When people ask what I do for a living, I generally say I’m a computer programmer. I say this because it’s simple and understandable, but it’s only partly true. I do a lot more paperwork than programming.
I write test plans. Follow test plans. Write documentation. Organize documentation. Read documentation that tells me what documentation to write. Send e-mails. Answer questions. Manage projects. Estimate costs. Estimate schedules. Define requirements. Design software. Explain to other software developers what we need. Consult with vendors. Receive training. Et cetera.
I’d say that computer programming – the actual writing of code – accounts for less than 20% of my time.
To be fair, these other tasks aren’t just overhead. They are part of my job description. Lots of people in IT do valuable work and never write programs at all. That’s fine.
But when I get to do some real programming – as I have this week – it makes me happy.
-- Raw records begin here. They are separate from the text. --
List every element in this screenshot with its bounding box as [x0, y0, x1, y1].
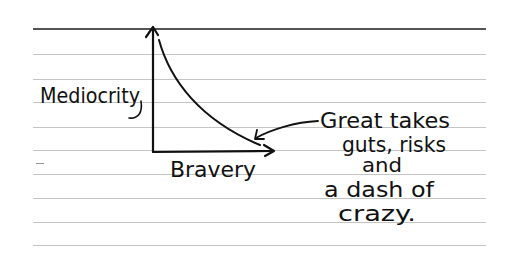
- annotation-line-5: crazy.: [338, 202, 416, 226]
- sketch-diagram: Mediocrity Bravery Great takes guts, ris…: [0, 0, 513, 269]
- y-axis-label: Mediocrity: [40, 84, 140, 108]
- y-axis: [146, 27, 158, 152]
- annotation-line-1: Great takes: [320, 109, 450, 133]
- mediocrity-curve: [159, 40, 260, 145]
- annotation-line-3: and: [362, 154, 402, 176]
- x-axis: [153, 145, 274, 156]
- pointer-arrow: [255, 121, 318, 139]
- annotation-text: Great takes guts, risks and a dash of cr…: [320, 109, 450, 226]
- annotation-line-4: a dash of: [324, 178, 435, 202]
- x-axis-label: Bravery: [170, 158, 256, 182]
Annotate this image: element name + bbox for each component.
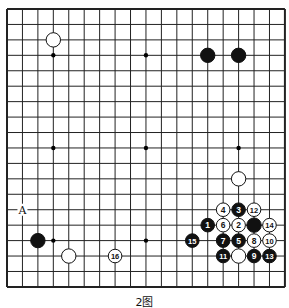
move-number: 8 [252, 236, 257, 246]
white-stone: 14 [263, 218, 277, 232]
white-stone [62, 249, 76, 263]
black-stone: 11 [216, 249, 230, 263]
move-number: 11 [219, 252, 227, 261]
move-number: 3 [236, 205, 241, 215]
diagram-caption: 2图 [0, 293, 289, 308]
move-number: 12 [250, 206, 258, 215]
star-point [144, 238, 148, 242]
move-number: 15 [188, 237, 196, 246]
white-stone [231, 249, 245, 263]
go-board: A16431216214157581011913 [0, 0, 289, 292]
move-number: 2 [236, 220, 241, 230]
move-number: 4 [221, 205, 226, 215]
black-stone: 15 [185, 234, 199, 248]
black-stone: 9 [247, 249, 261, 263]
move-number: 16 [111, 252, 119, 261]
black-stone [231, 48, 245, 62]
black-stone [201, 48, 215, 62]
white-stone [46, 33, 60, 47]
black-stone: 13 [263, 249, 277, 263]
white-stone: 16 [108, 249, 122, 263]
white-stone: 4 [216, 203, 230, 217]
move-number: 6 [221, 220, 226, 230]
white-stone: 10 [263, 234, 277, 248]
svg-text:A: A [17, 204, 27, 217]
move-number: 1 [205, 220, 210, 230]
move-number: 7 [221, 236, 226, 246]
star-point [236, 146, 240, 150]
white-stone: 12 [247, 203, 261, 217]
white-stone [231, 172, 245, 186]
point-marker: A [17, 204, 27, 217]
move-number: 10 [265, 237, 273, 246]
star-point [144, 53, 148, 57]
black-stone: 3 [232, 203, 246, 217]
move-number: 14 [265, 221, 274, 230]
star-point [144, 146, 148, 150]
white-stone: 6 [216, 218, 230, 232]
black-stone: 7 [216, 234, 230, 248]
black-stone [31, 233, 45, 247]
move-number: 9 [252, 251, 257, 261]
move-number: 13 [265, 252, 273, 261]
star-point [51, 238, 55, 242]
white-stone: 8 [247, 234, 261, 248]
black-stone: 1 [201, 218, 215, 232]
star-point [51, 53, 55, 57]
star-point [51, 146, 55, 150]
black-stone [247, 218, 261, 232]
move-number: 5 [236, 236, 241, 246]
black-stone: 5 [232, 234, 246, 248]
white-stone: 2 [232, 218, 246, 232]
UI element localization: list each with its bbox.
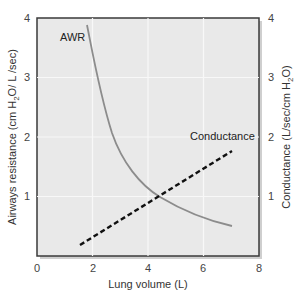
x-tick: 2: [90, 262, 96, 274]
chart: AWR Conductance 4 3 2 1 4 3 2 1 0 2 4 6 …: [0, 0, 299, 295]
y-right-tick: 1: [268, 190, 274, 202]
x-tick: 0: [34, 262, 40, 274]
y-right-tick: 2: [268, 131, 274, 143]
y-axis-label: Airways resistance (cm H2O/ L /sec): [6, 49, 21, 225]
conductance-label: Conductance: [190, 130, 255, 142]
y-tick: 3: [24, 71, 30, 83]
y-tick: 4: [24, 12, 30, 24]
awr-label: AWR: [60, 31, 85, 43]
x-tick: 6: [200, 262, 206, 274]
x-axis-label: Lung volume (L): [108, 278, 188, 290]
x-tick: 4: [145, 262, 151, 274]
y-right-axis-label: Conductance (L/sec/cm H2O): [280, 65, 295, 208]
y-tick: 1: [24, 190, 30, 202]
y-tick: 2: [24, 131, 30, 143]
y-right-tick: 4: [268, 12, 274, 24]
x-tick: 8: [256, 262, 262, 274]
y-right-tick: 3: [268, 71, 274, 83]
x-ticks: 0 2 4 6 8: [34, 262, 262, 274]
right-y-ticks: 4 3 2 1: [268, 12, 274, 202]
left-y-ticks: 4 3 2 1: [24, 12, 30, 202]
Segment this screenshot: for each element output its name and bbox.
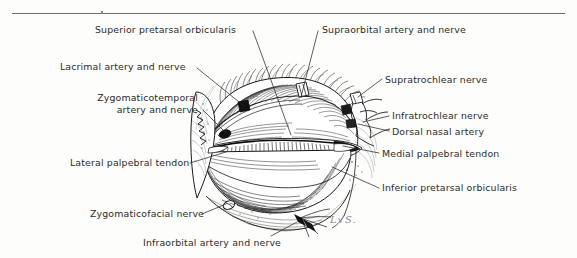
- supratrochlear-stump: [350, 92, 363, 104]
- anatomy-plate: Superior pretarsal orbicularis Supraorbi…: [0, 0, 577, 258]
- label-lacrimal-artery-and-nerve: Lacrimal artery and nerve: [60, 61, 186, 73]
- label-superior-pretarsal-orbicularis: Superior pretarsal orbicularis: [95, 24, 236, 36]
- label-zygomaticofacial-nerve: Zygomaticofacial nerve: [90, 208, 204, 220]
- label-lateral-palpebral-tendon: Lateral palpebral tendon: [70, 157, 189, 169]
- lacrimal-stump: [238, 100, 250, 112]
- label-inferior-pretarsal-orbicularis: Inferior pretarsal orbicularis: [382, 182, 517, 194]
- orbital-dissection-illustration: [0, 0, 577, 258]
- label-supratrochlear-nerve: Supratrochlear nerve: [385, 74, 487, 86]
- label-dorsal-nasal-artery: Dorsal nasal artery: [392, 126, 484, 138]
- label-medial-palpebral-tendon: Medial palpebral tendon: [382, 148, 499, 160]
- label-zygomaticotemporal-artery-and-nerve: Zygomaticotemporal artery and nerve: [78, 92, 198, 115]
- label-infraorbital-artery-and-nerve: Infraorbital artery and nerve: [143, 237, 281, 249]
- artist-signature: L√S.: [330, 214, 357, 225]
- label-infratrochlear-nerve: Infratrochlear nerve: [392, 110, 489, 122]
- label-supraorbital-artery-and-nerve: Supraorbital artery and nerve: [322, 24, 466, 36]
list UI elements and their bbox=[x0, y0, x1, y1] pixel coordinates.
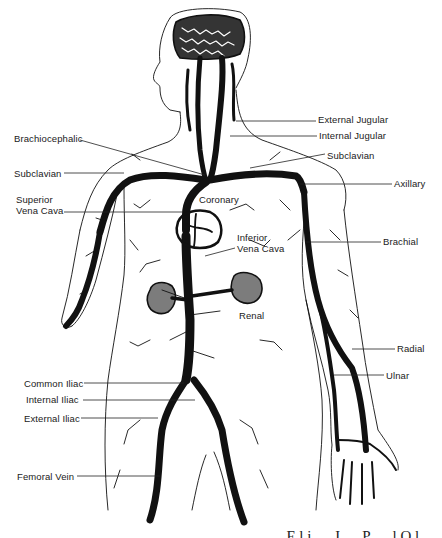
label-renal: Renal bbox=[239, 310, 264, 321]
kidneys bbox=[147, 273, 262, 314]
label-external-iliac: External Iliac bbox=[24, 413, 80, 424]
label-internal-iliac: Internal Iliac bbox=[26, 394, 79, 405]
jugular-veins bbox=[187, 58, 234, 180]
label-brachial: Brachial bbox=[383, 236, 418, 247]
label-subclavian-right: Subclavian bbox=[327, 150, 374, 161]
label-ulnar: Ulnar bbox=[386, 370, 409, 381]
label-common-iliac: Common Iliac bbox=[24, 378, 83, 389]
clipped-caption-text: … E l i … J … P … l O l … bbox=[0, 526, 442, 538]
iliac-femoral-veins bbox=[150, 380, 244, 522]
label-femoral-vein: Femoral Vein bbox=[17, 471, 74, 482]
label-internal-jugular: Internal Jugular bbox=[319, 130, 386, 141]
brain-network bbox=[173, 15, 244, 59]
body-outline bbox=[62, 9, 399, 510]
label-brachiocephalic: Brachiocephalic bbox=[14, 133, 83, 144]
label-axillary: Axillary bbox=[394, 178, 425, 189]
label-external-jugular: External Jugular bbox=[318, 114, 388, 125]
label-radial: Radial bbox=[397, 343, 425, 354]
label-subclavian-left: Subclavian bbox=[14, 168, 61, 179]
label-superior-vena-cava: Superior Vena Cava bbox=[16, 194, 63, 216]
label-inferior-vena-cava: Inferior Vena Cava bbox=[237, 232, 284, 254]
label-coronary: Coronary bbox=[199, 194, 239, 205]
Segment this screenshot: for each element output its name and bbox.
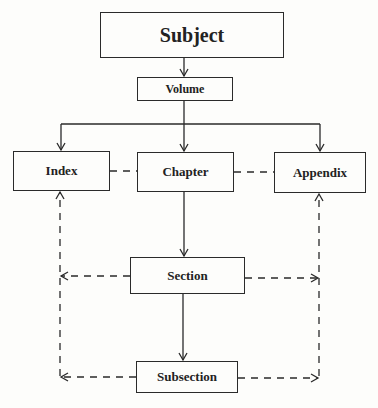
node-subsection-label: Subsection [157, 369, 217, 385]
node-volume-label: Volume [166, 82, 205, 97]
node-index: Index [13, 151, 110, 191]
node-chapter: Chapter [137, 152, 234, 192]
node-subsection: Subsection [136, 361, 238, 393]
node-volume: Volume [137, 77, 233, 101]
node-chapter-label: Chapter [162, 164, 208, 180]
node-section-label: Section [167, 268, 207, 284]
connector-lines [0, 0, 378, 408]
node-section: Section [130, 257, 245, 294]
node-subject: Subject [100, 12, 284, 58]
node-index-label: Index [46, 163, 78, 179]
node-subject-label: Subject [160, 24, 224, 47]
node-appendix-label: Appendix [293, 165, 347, 181]
node-appendix: Appendix [274, 152, 366, 193]
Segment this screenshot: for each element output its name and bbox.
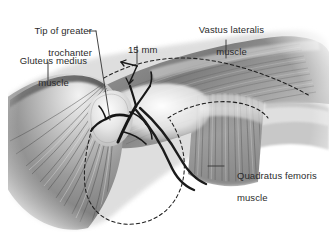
label-line-1: Tip of greater [34,25,92,36]
measurement-value: 15 mm [128,44,158,55]
label-quadratus-femoris-muscle: Quadratus femoris muscle [226,159,329,214]
anatomy-figure: Tip of greater trochanter Gluteus medius… [0,0,329,241]
label-gluteus-medius-muscle: Gluteus medius muscle [3,44,93,99]
label-line-2: muscle [216,46,247,57]
label-line-1: Gluteus medius [20,55,87,66]
label-line-2: muscle [38,77,69,88]
label-line-2: muscle [237,192,268,203]
label-line-1: Quadratus femoris [237,170,317,181]
leader-tip-of-greater-trochanter [96,31,110,120]
label-vastus-lateralis-muscle: Vastus lateralis muscle [182,13,270,68]
label-fifteen-mm: 15 mm [117,33,157,66]
label-line-1: Vastus lateralis [199,24,264,35]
It sounds odd to say programming is a simple pleasure. After all, programs are often staggeringly complex, spanning dozens of modules, multiple layers, thousands of lines of code. It’s not at all unusual for a single web application to involve five or more different languages working together (HTML, XML, javascript, SQL, and VB.NET/C# spring to mind). Just learning how to use the development tools is itself a neverending task.
Yet despite all that complexity, programming is a simple pleasure.
It’s simple because computers do exactly what you tell them, no more, no less. And it’s a pleasure because there is joy in precision, in defining a thing and seeing it immediately done.
People are emotional, they’re vague, they have conflicting priorities, they lie, they frequently don’t know what they themselves are doing. Let’s face it: people are trouble.
But if a computer does something wrong, it’s because you (or someone) gave it the wrong instructions.
Programming is also tremendously creative and liberating, because once you know how to write code – in any language – you can do whatever you want. You could write a chatbot, a joke generator, a recipe database, an interactive movie, a speech recognition system, a tic-tac-toe partner – or something cooler than all of those put together.
The mind’s the limit.
I’m reminded of a quote from Jack Sparrow in the first Pirates of the Caribbean movie.
The entire ocean. The entire world. Wherever we want to go, we’ll go. That’s what a ship is, you know. It’s not just a keel and a hull and a deck and sails. That’s what a ship needs. But what a ship is…what the Black Pearl really is…is freedom.
What programming really is, is freedom.
What about you? Do you ever find simple pleasure in complicated things?